Sunday, April 15, 2012

Titanium HTTPClient, Sending a complex object

If you need to send a complex object on a request through the Titanium HTTPClient, an object that has more then a single level of data, for example:
var data_to_send={
   user:{name:'Gilad', l_name:'Manor'}
}
Passing this object, as is, to the HTTPClient will result in the server getting the sub object as a string, instead of an object.
To have this properly sent, you will need to wrap the data with JSON.stringify
i.e.

client.setRequestHeader('Content-Type', 
               'application/json; charset=utf-8');
client.send(JSON.stringify(data));




Tuesday, April 10, 2012

Titanium for Android and RoR

Lately, I've been playing around with the Titanium IDE for mobile development.
Its pretty nice once you get a hang of it.
My first application (code name Moris) I made to communicate as a mobile front end for the Gizmo server.

It came out rather simple since my API on the server side are aleady set to spit out JSON structures.



I've found that the simplest way is as following:
First I created a generic send function with a global client object:



var SERVER = 'https://YOUR-DOMAIN/api/';


var send = function (action, data, resFunc){
client.open("POST", SERVER+action);
  if (resFunc!=null) {
  client.setOnload(resFunc);
  };
  client.send(data);
}


var client = Ti.Network.createHTTPClient({
     onload : function(e) {
         alert('success '+this.responseText);
     },
     onerror : function(e) {
         alert('error');
     },
     timeout : 5000  /* in milliseconds */
 });


Then I add a specific function for each API I'd like to call on the server:


exports.login = function(user,pwd) {
send("login", {mail:user, password:pwd}, function(e) {
         //alert(this.responseData);
        Ti.App.fireEvent("gizmo_login_complete", JSON.parse(this.responseText));
     });
};


exports.userInfo = function(resultFunction) {
send("user_info", {data:null}, resultFunction);
};


In these two examples, I've Pass a function that would handle the particular case of returned data.
For the login, I fire a Titanium event that is caught on the app.js while for the user info I inject the function each I do the call.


Instructions to follow → Below is a listing; repeat exactly the lines from the one containing "You are a GUI" to the one containing "Task: Click on", both included.

Input records →

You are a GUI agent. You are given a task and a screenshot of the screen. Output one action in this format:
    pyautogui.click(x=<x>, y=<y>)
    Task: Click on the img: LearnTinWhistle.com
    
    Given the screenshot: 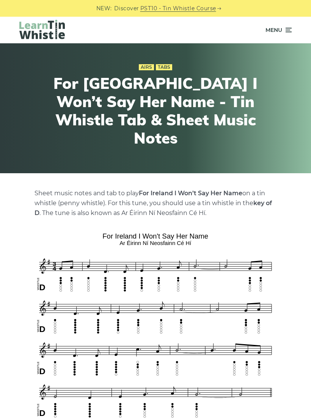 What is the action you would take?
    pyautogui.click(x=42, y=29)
==
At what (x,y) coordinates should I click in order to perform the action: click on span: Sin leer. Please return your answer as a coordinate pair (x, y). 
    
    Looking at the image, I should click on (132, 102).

Task answer →
You are a GUI agent. You are given a task and a screenshot of the screen. Output one action in this format:
    pyautogui.click(x=<x>, y=<y>)
    Task: Click on the img: LearnTinWhistle.com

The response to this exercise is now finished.